Project Details
Diagonal and off-diagonal anharmonicity in hydrogen bonds:Direct detection by infrared spectroscopy in the gas phase
Applicant
Professor Dr. Martin Suhm
Subject Area
Physical Chemistry of Molecules, Liquids and Interfaces, Biophysical Chemistry
Term
from 2013 to 2017
Project identifier
Deutsche Forschungsgemeinschaft (DFG) - Project number 235616985
Chemistry is mostly about bond breaking and rearrangement of atoms, whereas spectroscopy and molecular dynamics still focus to a large extent on the harmonic oscillator which does not allow for such processes. In this project, we will move away from the harmonic picture for hydrogen bonds in the gas phase in three experimental directions: by studying overtones of hydrogen bond donor stretching vibrations, by characterizing librational motions orthogonal to the hydrogen bond direction, and by investigating the electrophilic approach to CC multiple bonds. Essential goals are the poorly known experimental anharmonicity constants in hydrogen bonds along high frequency stretching and low frequency librational coordinates as well as the subtle effects induced by OH docking to C=C double bonds. Besides spectral shifts, the less accessible pronounced intensity effects due to vibrational charge dislocations shall be addressed. Reasons for a lack of experimental data in this field include unfavorable transition moments, multidimensional couplings, feeble light sources and difficult detection conditions. Our recent work indicates that these limitations can now be overcome for several model systems.

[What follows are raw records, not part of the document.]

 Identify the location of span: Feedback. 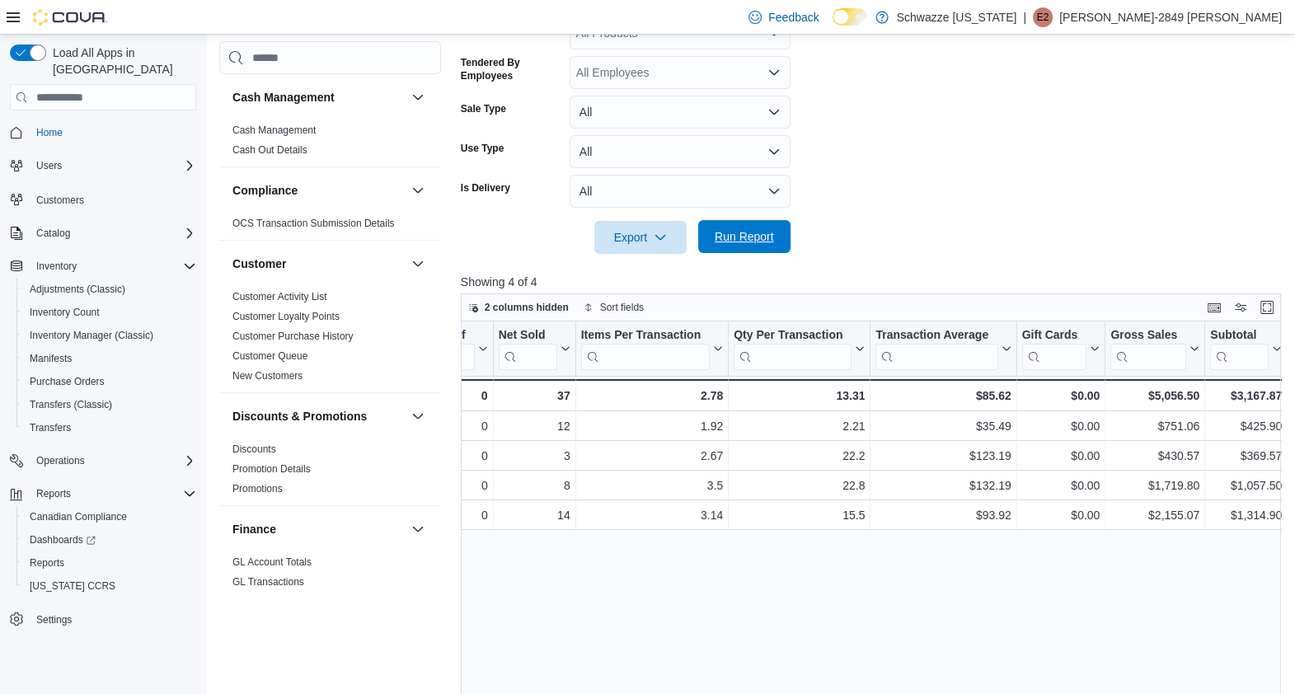
(793, 17).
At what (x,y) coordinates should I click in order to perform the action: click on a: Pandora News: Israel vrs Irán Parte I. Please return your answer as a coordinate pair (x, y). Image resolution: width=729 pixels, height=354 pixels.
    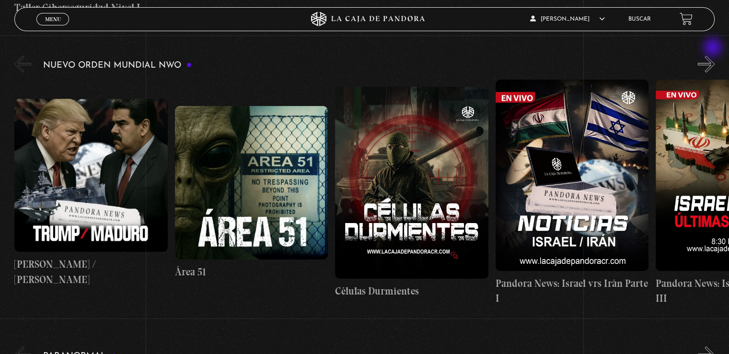
    Looking at the image, I should click on (572, 193).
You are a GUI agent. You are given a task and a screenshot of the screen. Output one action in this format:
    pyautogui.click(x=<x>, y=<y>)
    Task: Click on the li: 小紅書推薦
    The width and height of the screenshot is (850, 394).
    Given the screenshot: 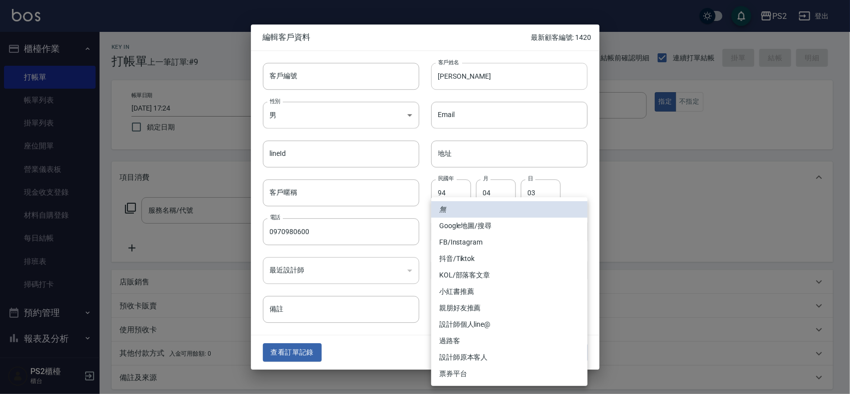 What is the action you would take?
    pyautogui.click(x=509, y=291)
    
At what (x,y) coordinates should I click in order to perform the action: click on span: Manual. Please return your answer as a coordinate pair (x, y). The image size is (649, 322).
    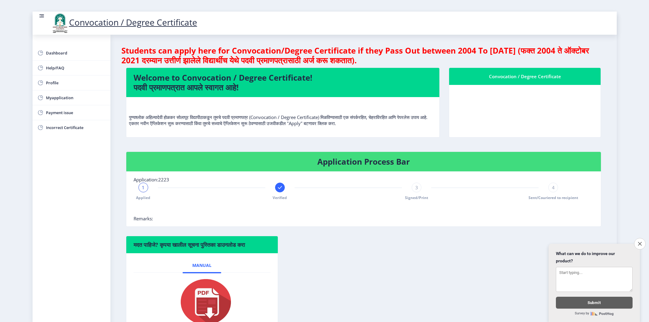
    Looking at the image, I should click on (202, 265).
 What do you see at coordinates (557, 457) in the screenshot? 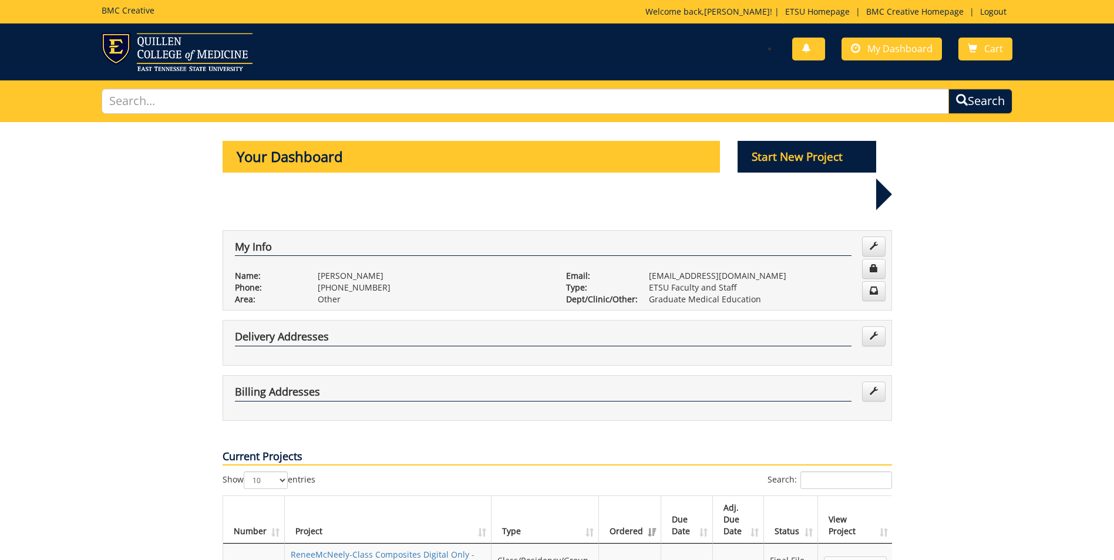
I see `p: Current Projects` at bounding box center [557, 457].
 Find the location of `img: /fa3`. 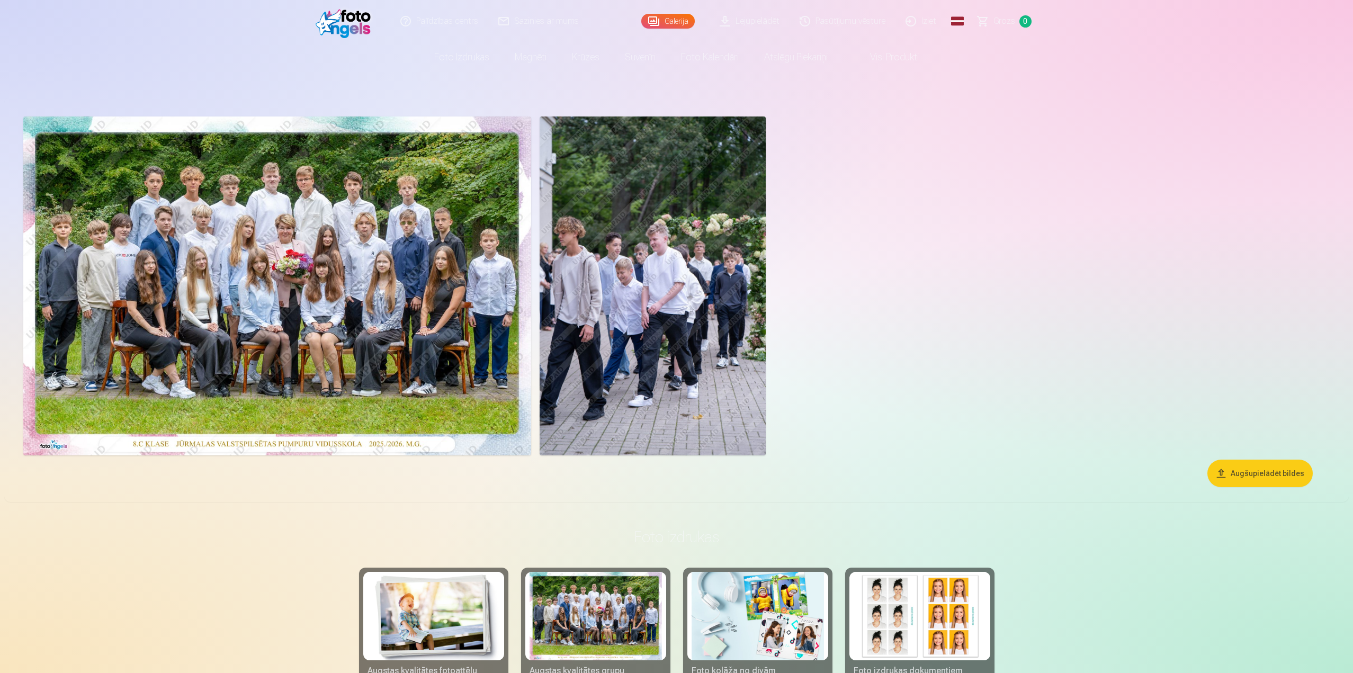

img: /fa3 is located at coordinates (346, 21).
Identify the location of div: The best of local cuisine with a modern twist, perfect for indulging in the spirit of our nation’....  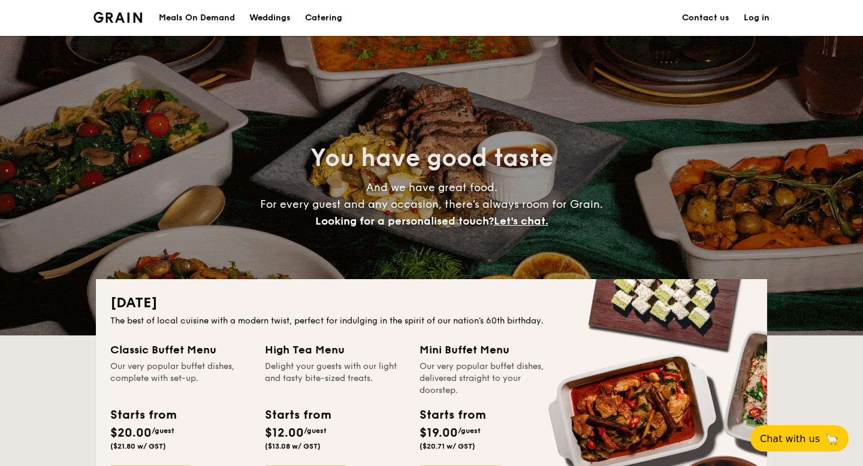
(431, 321).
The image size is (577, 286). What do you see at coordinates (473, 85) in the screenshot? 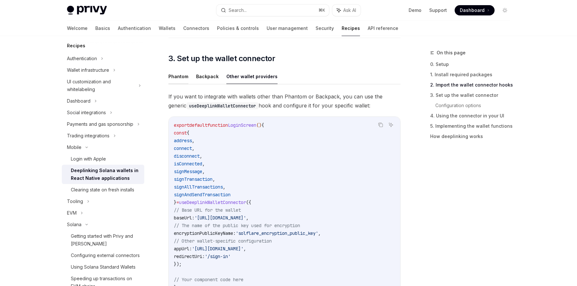
I see `a: 2. Import the wallet connector hooks` at bounding box center [473, 85].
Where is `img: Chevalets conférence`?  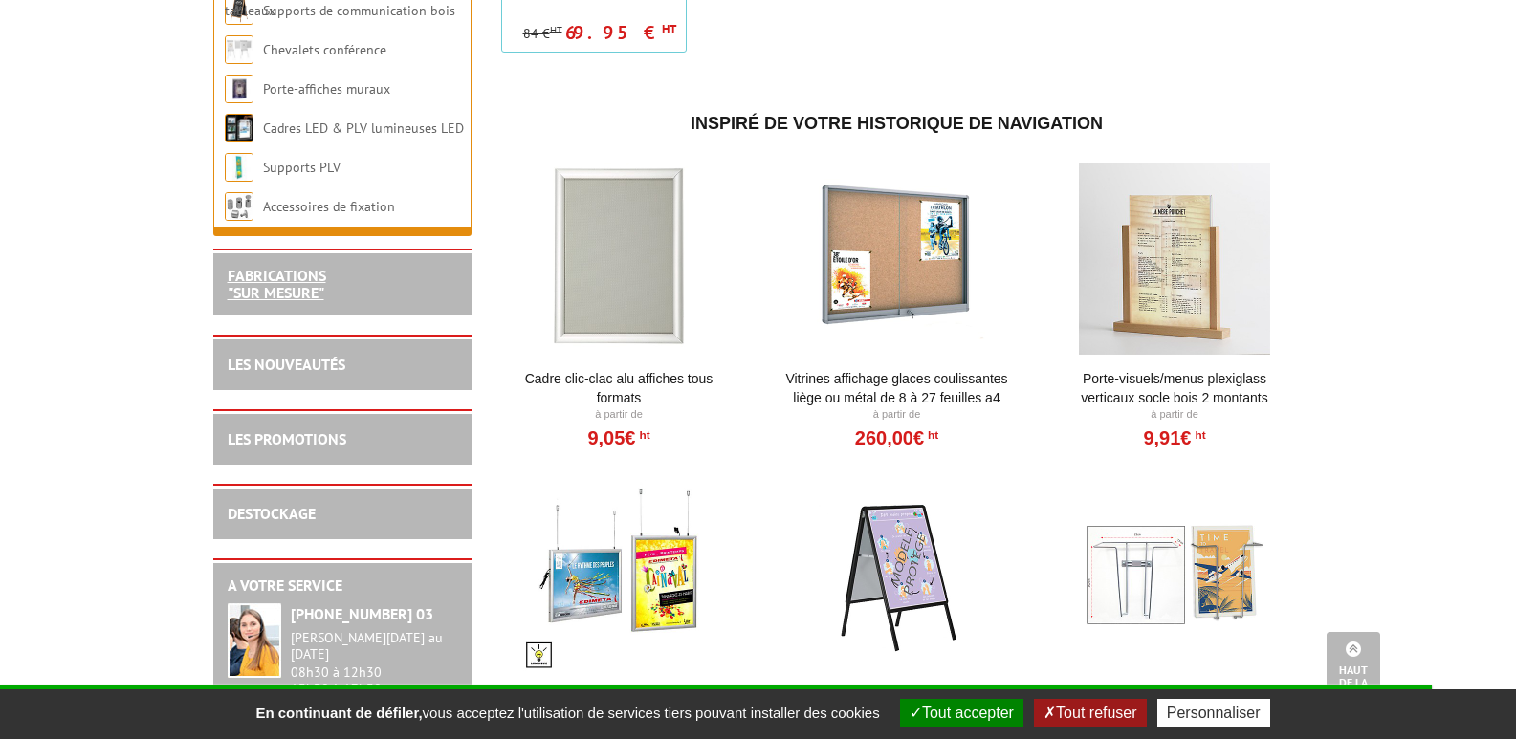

One may thus hope to understand in a quantitative way the perhaps simplest organic hydrogen bond, the one between two methanol molecules. A 50% discrepancy between experiment and state of the art theory for the change of the donor vibration in the hydrogen bond waits to be explained. If successful, the project will provide theoretical approaches to the hydrogen bond vibrational dynamics with detailed experimental benchmarks, allowing them to accurately judge the underlying potential energy hypersurfaces. Vice versa, theoretical results can foster the experimental studies planned in this project. A quantitatively new perspective on more than 40 years of calculated spectral red shifts could emerge.